“I will row in a boat to Jamiltepec to-morrow, or I will take Alonso’s motor-boat. I will come about ten o’clock.”

“Very good!” said Cipriano, rising to leave.

When he had gone, she heard the sound of the drum from the plaza. It would be another meeting of the men of Quetzalcoatl. But she had not the desire nor the courage to set out afresh that day.

Instead, she went to bed, and lay breathing the inner darkness. Through the window-cracks she saw the whiteness of the moon, and through the walls she heard the small pulse of the drum. And it all oppressed her and made her afraid. She lay forming plans to escape. She must escape. She would hurriedly pack her trunks and disappear: perhaps take the train to Manzanillo, on the coast, and thence sail up to California, to Los Angeles or to San Francisco. Suddenly escape, and flee away to a white man’s country, where she could once more breathe freely. How good it would be!—Yes, this was what she would do.
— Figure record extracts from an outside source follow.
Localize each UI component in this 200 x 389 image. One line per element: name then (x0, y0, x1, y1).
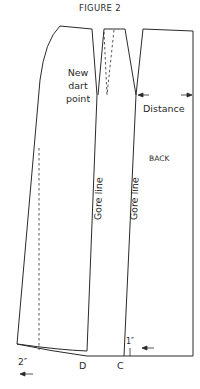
new-dart-point-label: New dart point (58, 66, 98, 105)
gore-line-label-1: Gore line (93, 177, 104, 220)
back-label: BACK (149, 155, 169, 163)
one-inch-label: 1″ (126, 338, 134, 346)
gore-line-label-2: Gore line (129, 177, 140, 220)
two-inch-label: 2″ (18, 358, 27, 367)
dart-dashed-line-1 (104, 32, 107, 95)
figure-title: FIGURE 2 (0, 4, 200, 13)
dart-dashed-line-2 (107, 30, 114, 95)
point-d-label: D (79, 361, 86, 371)
point-c-label: C (117, 361, 124, 371)
distance-label: Distance (143, 104, 185, 114)
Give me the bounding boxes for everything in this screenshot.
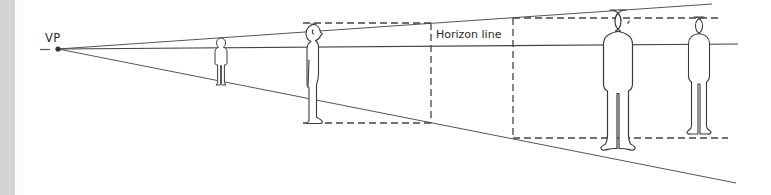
bottom-converging-line [58, 49, 736, 183]
horizon-line [58, 44, 738, 49]
perspective-diagram [0, 0, 771, 195]
vanishing-point-label: VP [45, 32, 61, 44]
right-figure [687, 17, 711, 134]
small-distant-figure [215, 38, 227, 85]
side-view-figure [306, 24, 322, 124]
measure-box-near [303, 23, 431, 123]
large-foreground-figure [601, 10, 635, 150]
vanishing-point-dot [55, 46, 60, 51]
horizon-line-label: Horizon line [435, 29, 502, 41]
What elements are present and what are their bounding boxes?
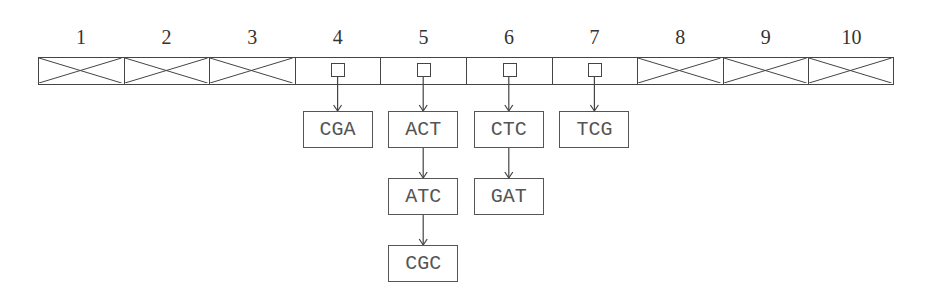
chain-node: CGA <box>303 111 373 148</box>
chain-node: CGC <box>388 245 458 282</box>
hash-table-diagram: 12345678910 CGAACTATCCGCCTCGATTCG <box>0 0 933 302</box>
chain-node: GAT <box>474 178 544 215</box>
chain-node: ACT <box>388 111 458 148</box>
chain-arrows <box>0 0 933 302</box>
chain-node: TCG <box>559 111 629 148</box>
chain-node: ATC <box>388 178 458 215</box>
chain-node: CTC <box>474 111 544 148</box>
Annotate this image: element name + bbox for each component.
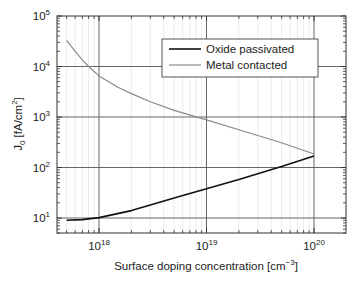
x-axis-label: Surface doping concentration [cm−3] [114, 258, 298, 272]
legend-label-metal: Metal contacted [206, 59, 287, 71]
x-tick-labels: 101810191020 [88, 238, 325, 252]
y-tick-label: 101 [33, 210, 51, 224]
y-tick-label: 102 [33, 160, 51, 174]
y-tick-label: 105 [33, 8, 51, 22]
legend: Oxide passivated Metal contacted [162, 39, 318, 77]
x-tick-label: 1018 [88, 238, 110, 252]
x-tick-label: 1019 [196, 238, 218, 252]
y-axis-label: J0 [fA/cm2] [10, 97, 27, 151]
series-oxide-passivated [67, 156, 314, 220]
legend-label-oxide: Oxide passivated [206, 43, 294, 55]
chart-canvas: 101810191020 101102103104105 Surface dop… [0, 0, 355, 283]
x-tick-label: 1020 [303, 238, 325, 252]
chart: 101810191020 101102103104105 Surface dop… [0, 0, 355, 283]
y-tick-label: 103 [33, 109, 51, 123]
y-tick-label: 104 [33, 59, 51, 73]
y-tick-labels: 101102103104105 [33, 8, 51, 224]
The night grew late, the drum ceased, she heard Ezequiel come home and lie down on the mattress outside her door. The only sound was the hoarse crowing of cocks in the moonlit night. And in her room, like someone striking a match, came the greenish light of a firefly, intermittent, now here, now there.

Thoroughly uneasy and cowed, she went to sleep. But then she slept deeply.
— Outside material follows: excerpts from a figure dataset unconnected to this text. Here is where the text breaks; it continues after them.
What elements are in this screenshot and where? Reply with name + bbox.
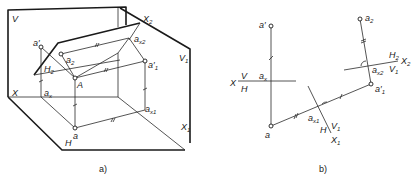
label-a-x2: ax2: [372, 65, 384, 76]
line-a-ax1: [75, 110, 145, 128]
label-plane-h: H: [241, 84, 248, 94]
label-a-x1: ax1: [308, 113, 319, 124]
point-a1-prime: [369, 82, 373, 86]
caption-b: b): [319, 164, 327, 174]
label-axis-x2: X2: [142, 14, 153, 25]
plane-v1-outline: [120, 8, 190, 143]
label-axis-x1: X1: [330, 135, 340, 146]
point-a2: [59, 52, 63, 56]
label-a: a: [265, 130, 270, 140]
point-a: [73, 126, 77, 130]
label-axis-x: X: [229, 78, 237, 88]
panel-b: a′ ax a ax1 a′1 ax2 a2 X V H X1 H V1 X2 …: [229, 13, 411, 174]
label-a-x: ax: [44, 88, 53, 99]
plane-h-outline: [8, 97, 185, 150]
descriptive-geometry-figure: V V1 H H2 X X1 X2 a′ a2 A ax2 a′1 ax ax1…: [0, 0, 417, 183]
label-a2: a2: [365, 13, 374, 24]
line-box-top: [75, 53, 118, 78]
point-a: [269, 124, 273, 128]
axis-x1: [118, 97, 185, 150]
label-axis-x1: X1: [180, 122, 190, 133]
label-plane-h2: H2: [44, 64, 55, 75]
caption-a: a): [99, 164, 107, 174]
label-a-x: ax: [259, 71, 268, 82]
point-a2: [358, 17, 362, 21]
label-a2: a2: [66, 55, 75, 66]
label-axis-x2: X2: [400, 56, 411, 67]
panel-a: V V1 H H2 X X1 X2 a′ a2 A ax2 a′1 ax ax1…: [8, 7, 190, 174]
point-a-prime: [269, 24, 273, 28]
label-plane-h-x1: H: [320, 125, 327, 135]
tick-mark: [104, 68, 106, 72]
label-a1-prime: a′1: [375, 84, 385, 95]
label-plane-h: H: [65, 138, 72, 148]
label-plane-v1: V1: [179, 53, 188, 64]
label-a: a: [73, 131, 78, 141]
label-a1-prime: a′1: [148, 60, 158, 71]
label-plane-h2: H2: [389, 50, 400, 61]
right-angle-mark: [361, 61, 366, 66]
tick-mark: [95, 43, 97, 47]
line-ax-a: [41, 97, 75, 128]
label-plane-v1-x1: V1: [331, 121, 340, 132]
plane-v-outline: [8, 7, 126, 97]
label-axis-x: X: [11, 88, 19, 98]
label-a-x1: ax1: [145, 104, 156, 115]
line-a-a1-prime: [271, 84, 371, 126]
point-a1-prime: [143, 59, 147, 63]
line-a1-prime-a2: [360, 19, 371, 84]
label-plane-v: V: [241, 71, 248, 81]
label-a-prime: a′: [259, 20, 266, 30]
label-plane-v1-x2: V1: [389, 64, 398, 75]
label-a-x2: ax2: [134, 34, 146, 45]
tick-mark: [113, 118, 115, 122]
label-plane-v: V: [12, 14, 19, 24]
label-a-prime: a′: [33, 38, 40, 48]
label-A: A: [76, 80, 83, 90]
line-A-a1prime: [75, 61, 145, 78]
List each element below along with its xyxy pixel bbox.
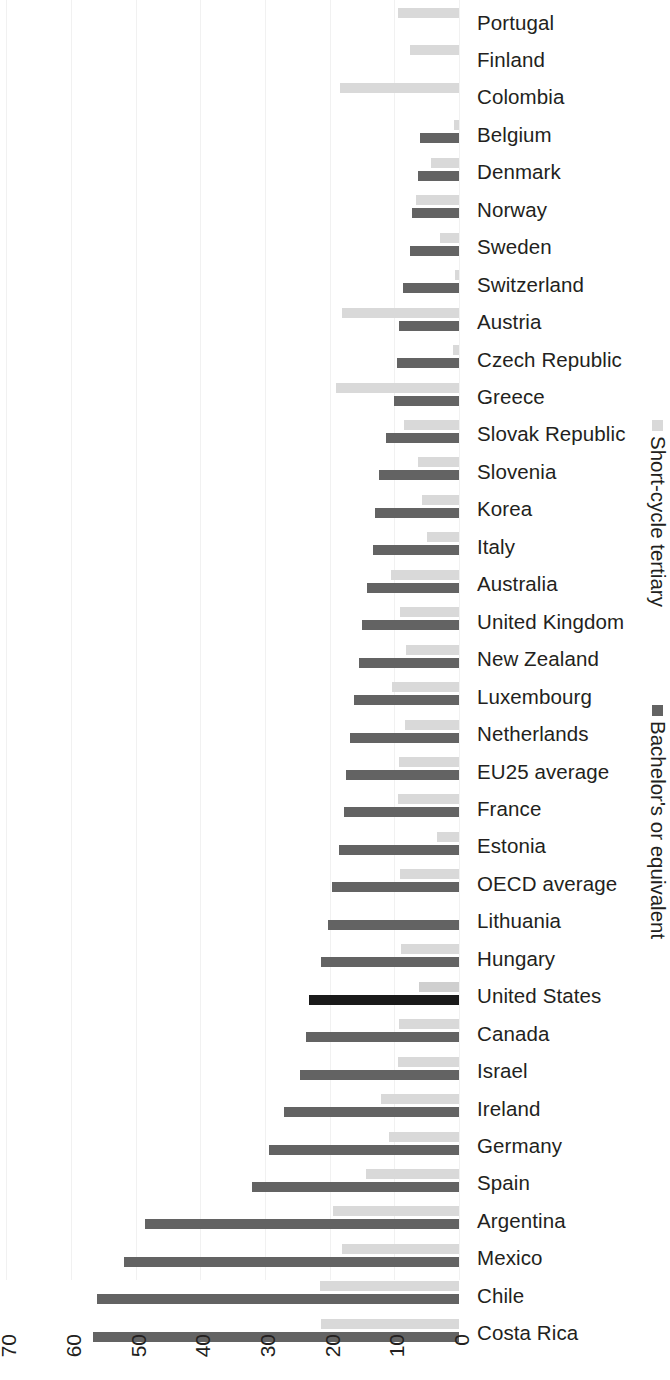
bar-bachelor-or-equivalent (321, 957, 459, 967)
bar-bachelor-or-equivalent (373, 545, 459, 555)
bar-row: Ireland (0, 1090, 670, 1127)
bar-row: Norway (0, 191, 670, 228)
bar-bachelor-or-equivalent (399, 321, 459, 331)
bar-bachelor-or-equivalent (386, 433, 459, 443)
bar-short-cycle-tertiary (398, 8, 459, 18)
country-label: Slovenia (477, 462, 556, 483)
bar-row: United States (0, 978, 670, 1015)
bar-short-cycle-tertiary (342, 1244, 459, 1254)
bar-bachelor-or-equivalent (410, 246, 459, 256)
chart-legend: Short-cycle tertiary Bachelor's or equiv… (634, 420, 668, 960)
country-label: EU25 average (477, 761, 609, 782)
legend-entry-short-cycle-tertiary: Short-cycle tertiary (648, 420, 669, 607)
country-label: Belgium (477, 125, 552, 146)
bar-bachelor-or-equivalent (394, 396, 459, 406)
bar-row: Portugal (0, 4, 670, 41)
bar-bachelor-or-equivalent (403, 283, 459, 293)
x-axis-tick-40: 40 (192, 1334, 213, 1357)
bar-bachelor-or-equivalent (309, 995, 459, 1005)
bar-row: New Zealand (0, 641, 670, 678)
bar-bachelor-or-equivalent (269, 1145, 459, 1155)
bar-short-cycle-tertiary (381, 1094, 459, 1104)
x-axis-tick-10: 10 (386, 1334, 407, 1357)
bar-bachelor-or-equivalent (346, 770, 459, 780)
bar-short-cycle-tertiary (406, 645, 459, 655)
bar-row: Luxembourg (0, 678, 670, 715)
bar-short-cycle-tertiary (405, 720, 459, 730)
bar-short-cycle-tertiary (342, 308, 459, 318)
bar-short-cycle-tertiary (336, 383, 459, 393)
bar-bachelor-or-equivalent (306, 1032, 459, 1042)
bar-row: Mexico (0, 1240, 670, 1277)
country-label: Netherlands (477, 724, 589, 745)
bar-bachelor-or-equivalent (412, 208, 459, 218)
bar-bachelor-or-equivalent (252, 1182, 459, 1192)
x-axis-tick-50: 50 (128, 1334, 149, 1357)
bar-short-cycle-tertiary (320, 1281, 459, 1291)
x-axis-tick-20: 20 (322, 1334, 343, 1357)
bar-row: EU25 average (0, 753, 670, 790)
bar-bachelor-or-equivalent (362, 620, 459, 630)
tertiary-attainment-bar-chart: PortugalFinlandColombiaBelgiumDenmarkNor… (0, 0, 670, 1380)
bar-short-cycle-tertiary (398, 794, 459, 804)
bar-bachelor-or-equivalent (397, 358, 459, 368)
bar-short-cycle-tertiary (400, 869, 459, 879)
bar-row: Austria (0, 304, 670, 341)
country-label: Estonia (477, 836, 546, 857)
bar-bachelor-or-equivalent (418, 171, 459, 181)
country-label: Israel (477, 1061, 528, 1082)
bar-row: Korea (0, 491, 670, 528)
x-axis-tick-0: 0 (451, 1334, 472, 1346)
country-label: Spain (477, 1173, 530, 1194)
bar-bachelor-or-equivalent (328, 920, 459, 930)
bar-bachelor-or-equivalent (344, 807, 459, 817)
legend-entry-bachelor-or-equivalent: Bachelor's or equivalent (648, 705, 669, 939)
bar-row: Lithuania (0, 903, 670, 940)
bar-short-cycle-tertiary (437, 832, 459, 842)
bar-row: Estonia (0, 828, 670, 865)
bar-short-cycle-tertiary (453, 345, 459, 355)
bar-short-cycle-tertiary (392, 682, 459, 692)
bar-row: Netherlands (0, 716, 670, 753)
bar-row: France (0, 790, 670, 827)
country-label: United States (477, 986, 601, 1007)
country-label: Korea (477, 499, 532, 520)
bar-short-cycle-tertiary (440, 233, 459, 243)
bar-bachelor-or-equivalent (379, 470, 459, 480)
bar-row: Slovak Republic (0, 416, 670, 453)
bar-short-cycle-tertiary (333, 1206, 459, 1216)
legend-label-short-cycle: Short-cycle tertiary (648, 436, 669, 607)
bar-short-cycle-tertiary (404, 420, 459, 430)
country-label: United Kingdom (477, 611, 624, 632)
bar-bachelor-or-equivalent (339, 845, 459, 855)
bar-row: Spain (0, 1165, 670, 1202)
bar-short-cycle-tertiary (418, 457, 459, 467)
bar-bachelor-or-equivalent (332, 882, 459, 892)
bar-short-cycle-tertiary (321, 1319, 459, 1329)
bar-bachelor-or-equivalent (354, 695, 459, 705)
bar-short-cycle-tertiary (391, 570, 459, 580)
bar-short-cycle-tertiary (419, 982, 459, 992)
country-label: Canada (477, 1023, 549, 1044)
bar-bachelor-or-equivalent (124, 1257, 459, 1267)
bar-row: Greece (0, 379, 670, 416)
bar-row: Denmark (0, 154, 670, 191)
country-label: Hungary (477, 949, 555, 970)
bar-row: Italy (0, 528, 670, 565)
bar-short-cycle-tertiary (410, 45, 459, 55)
country-label: OECD average (477, 874, 617, 895)
bar-bachelor-or-equivalent (375, 508, 459, 518)
country-label: Italy (477, 537, 515, 558)
legend-swatch-bachelor-icon (652, 705, 663, 716)
bar-short-cycle-tertiary (427, 532, 459, 542)
legend-label-bachelor: Bachelor's or equivalent (648, 721, 669, 939)
bar-short-cycle-tertiary (416, 195, 459, 205)
bar-row: Canada (0, 1015, 670, 1052)
bar-short-cycle-tertiary (400, 607, 459, 617)
bar-bachelor-or-equivalent (350, 733, 459, 743)
bar-row: Colombia (0, 79, 670, 116)
x-axis-tick-70: 70 (0, 1334, 19, 1357)
country-label: Norway (477, 200, 547, 221)
bar-short-cycle-tertiary (431, 158, 459, 168)
bar-row: OECD average (0, 865, 670, 902)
And curiously enough, she awoke in the morning with a new feeling of strength. It was six o’clock, the sun was making yellow pencils through her shutter-cracks. She threw open her window to the street, and looked through the iron grating at the little lane with deep shadow under the garden wall, and above the wall, banana leaves fraying translucent green, and shaggy mops of palm-trees perching high, towards the twin white tower-tips of the church, crowned by the Greek cross with four equal arms.

In the lane it was already motion: big cows marching slowly to the lake, under the bluish shadow of the wall, and a small calf, big-eyed and adventurous, trotting aside to gaze through her gate at the green watered grass and the flowers. The silent peon, following, lifted his two arms with a sudden swoop upwards, noiselessly, and the calf careered on. Only the sound of the feet of calves.

Then two boys vainly trying to urge a young bull-calf to the lake. It kept on jerking up its sharp rump, and giving dry little kicks, from which the boys ran away. They pushed its shoulder, and it butted them with its blunt young head. They were in the state of semi-frenzied bewilderment which the Indians fall into when they are opposed and frustrated. And they took the usual recourse of running to a little distance, picking up heavy stones, and hurling them viciously at the animal.

“No!” cried Kate from her window. “Don’t throw stones. Drive it sensibly!”